How Graza Olive Oil Became So Popular
When any brand shows up out of nowhere and suddenly starts dominating grocery store shelves, it's natural to wonder where it came from, and the most prominent recent example of that is Graza olive oil. Six years ago, Graza didn't exist. Today, it's one of America's top olive oils, available almost anywhere you buy groceries, and a social media fixture. You might credit that to canny marketing, and that's certainly part of the success equation for Graza, but it also helps that the brand recognized a growing market for mid-range olive oil in the United States that was high quality, but not too expensive.
It helps that Graza just started with a genuine love of good olive oil. Founder Andrew Benin, who started out working for other trendy social-media-based companies like Casper mattresses, was interested in starting a food brand after a childhood spent struggling to eat healthy. He quit his job to work as a cook in restaurants, including the Michelin-starred restaurant Gramercy Tavern in New York. It was during a trip to Spain, where Benin's wife's family is from, that Graza first took shape. There, he saw how integral olive oil was to her family's life, and he also happened to taste the best olive oil he'd ever had.
This was the basis of what Graza would become. It is a single-origin Spanish olive oil, compared to many popular brands that use blends from different countries. In order to break into a market that is highly competitive with tons of big brands already, Graza needed to stand out from a quality standpoint. But it also needed to be accessible to people to grow.
Graza made quality olive oil fun and accessible at a reasonable price
When Benin returned from a trip tasting olive oils in Spain, he got some advice from the executive chef of Gramercy Tavern, who told him that while the oil was good, the world didn't need another expensive luxury olive oil brand on shelves that was only targeted at premium customers. That led to two of Graza's biggest moves that helped launch it to overnight success: the price and the bottles.

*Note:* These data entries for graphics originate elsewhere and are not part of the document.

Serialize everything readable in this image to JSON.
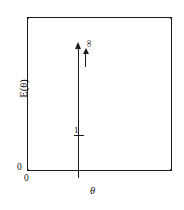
{
  "figure": {
    "title": "",
    "axes": {
      "y_label": "E(θ)",
      "x_label": "θ",
      "y_origin_label": "0",
      "x_origin_label": "0"
    },
    "annotations": {
      "infinity_symbol": "∞",
      "unit_amplitude_label": "1",
      "x_tick_label": "1"
    }
  },
  "chart_data": {
    "type": "line",
    "title": "",
    "xlabel": "θ",
    "ylabel": "E(θ)",
    "xlim": [
      0,
      2.87
    ],
    "ylim": [
      0,
      1.0
    ],
    "grid": false,
    "legend": null,
    "series": [
      {
        "name": "impulse",
        "kind": "vertical-arrow",
        "x": 1,
        "y_start": 0,
        "y_end": 1.0,
        "arrow": true,
        "label": "∞"
      }
    ],
    "tick_marks": {
      "x": [
        {
          "value": 0,
          "label": "0"
        },
        {
          "value": 1,
          "label": "1"
        }
      ],
      "y": [
        {
          "value": 0,
          "label": "0"
        },
        {
          "value": 0.237,
          "label": "1"
        }
      ]
    },
    "annotations": [
      {
        "text": "∞",
        "x": 1.08,
        "y": 0.84,
        "rotation": -90
      },
      {
        "text": "1",
        "x": 0.95,
        "y": 0.28
      }
    ],
    "colors": {
      "line": "#1a1a1a",
      "frame": "#1a1a1a",
      "background": "#ffffff"
    }
  }
}
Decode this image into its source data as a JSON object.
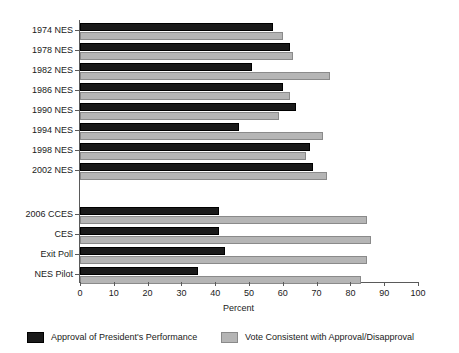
{
  "chart_data": {
    "type": "bar",
    "orientation": "horizontal",
    "title": "",
    "xlabel": "Percent",
    "ylabel": "",
    "xlim": [
      0,
      100
    ],
    "xticks": [
      0,
      10,
      20,
      30,
      40,
      50,
      60,
      70,
      80,
      90,
      100
    ],
    "grid": false,
    "legend_position": "bottom",
    "categories": [
      "1974 NES",
      "1978 NES",
      "1982 NES",
      "1986 NES",
      "1990 NES",
      "1994 NES",
      "1998 NES",
      "2002 NES",
      "2006 CCES",
      "CES",
      "Exit Poll",
      "NES Pilot"
    ],
    "group_break_after": "2002 NES",
    "series": [
      {
        "name": "Approval of President's Performance",
        "color": "#1a1a1a",
        "values": [
          57,
          62,
          51,
          60,
          64,
          47,
          68,
          69,
          41,
          41,
          43,
          35
        ]
      },
      {
        "name": "Vote Consistent with Approval/Disapproval",
        "color": "#b5b5b5",
        "values": [
          60,
          63,
          74,
          62,
          59,
          72,
          67,
          73,
          85,
          86,
          85,
          83
        ]
      }
    ]
  },
  "legend": {
    "items": [
      {
        "label": "Approval of President's Performance",
        "swatch": "dark-swatch"
      },
      {
        "label": "Vote Consistent with Approval/Disapproval",
        "swatch": "light-swatch"
      }
    ]
  }
}
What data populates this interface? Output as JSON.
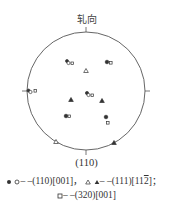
{
  "figure": {
    "top_label": "轧向",
    "bottom_label": "(110)"
  },
  "legend": [
    {
      "symbols": [
        "filled-circle",
        "open-circle"
      ],
      "text": "—(110)[001];"
    },
    {
      "symbols": [
        "open-triangle",
        "filled-triangle"
      ],
      "text": "—(111)[11̅2];"
    },
    {
      "symbols": [
        "open-square"
      ],
      "text": "—(320)[001]"
    }
  ],
  "legend_display": {
    "line1_a": "– –(110)[001]，",
    "line1_b": "– –(111)[11",
    "line1_c": "2",
    "line1_d": "]；",
    "line2": "– –(320)[001]"
  },
  "colors": {
    "ink": "#333333",
    "background": "#ffffff"
  },
  "markers": [
    {
      "x": 68,
      "y": 62,
      "types": [
        "filled-circle",
        "open-circle",
        "open-square"
      ]
    },
    {
      "x": 86,
      "y": 71,
      "types": [
        "open-triangle"
      ]
    },
    {
      "x": 108,
      "y": 62,
      "types": [
        "filled-circle",
        "open-square"
      ]
    },
    {
      "x": 30,
      "y": 91,
      "types": [
        "filled-circle",
        "open-circle",
        "open-square"
      ]
    },
    {
      "x": 88,
      "y": 94,
      "types": [
        "open-circle",
        "filled-circle",
        "open-square"
      ]
    },
    {
      "x": 71,
      "y": 100,
      "types": [
        "filled-triangle"
      ]
    },
    {
      "x": 102,
      "y": 101,
      "types": [
        "filled-triangle"
      ]
    },
    {
      "x": 66,
      "y": 116,
      "types": [
        "filled-circle",
        "open-square"
      ]
    },
    {
      "x": 106,
      "y": 118,
      "types": [
        "filled-circle",
        "open-square"
      ]
    },
    {
      "x": 56,
      "y": 142,
      "types": [
        "open-triangle"
      ]
    },
    {
      "x": 114,
      "y": 143,
      "types": [
        "filled-triangle"
      ]
    }
  ]
}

For years, supermarket olive oils in the U.S. have been divided into bottom-shelf brands priced in the low teens or single digits, which are often mediocre at best, and higher quality brands that taste good but can run $30 or more for a standard bottle. Graza hit that middle point, starting its pricing at $20 for its finishing olive oil in the "Drizzle" bottle, and $15 for "Sizzle." For a tasty single-origin olive oil, it's far more affordable than normal, even if it's more pricey than budget brands. Part of this affordability came from the choice of Spanish Picual olives. They were not well known or widely sought after for American olive oil, and they were more widely available to buy in bulk with a long shelf life.
The squeeze bottle was also a key innovation. While professional chefs have long kept cooking oils in squeeze bottles, quality olive oil was always supposed to come in glass. With a plastic squeeze bottle, Graza encouraged an image that its olive oil was meant to be used, and used liberally, not sit as an expensive luxury in your pantry. It was easy to use, fun, and accessible for normal people.
Strategic social media marketing helped Graza quickly reach customers without spending much money
Having a quality olive oil only made marketing easier when Graza first launched in 2022. With no budget for a standard marketing campaign, Graza simply mailed bottles of its olive oil to influencers. The brand didn't pay for anything, and asked for nothing in return, not even a promise of coverage. The founders simply trusted that cooks and social media personalities would like the olive oil and recommend it on merit, and they did — publications like Bon Appétit gave it glowing reviews, which clearly worked in Graza's favor. The marketing campaign happened before the oil was even available for sale, and once launched, it sold out its entire inventory in a day.
Still, Graza could have flamed out if most people couldn't buy some of its olive oil to try themselves. To be a more accessible brand, it was built from day one to be ready to scale up to retail stores. It started off with a partnership with Foxtrot Markets, a small retailer, to help build its retail supply business. So when Whole Foods came calling not long after Graza went viral, it was already prepared to get its olive oil onto more shelves.
A fun social media presence also played a role through an engaging blog and a brand voice, which adds to its accessible image, but it never would have happened without good olive oil to back it up. Like many business success stories, Graza identified a hole in a big market that more complacent legacy brands had ignored: great extra-virgin olive oil that doesn't break the bank. And, using some classic business savvy, it filled it.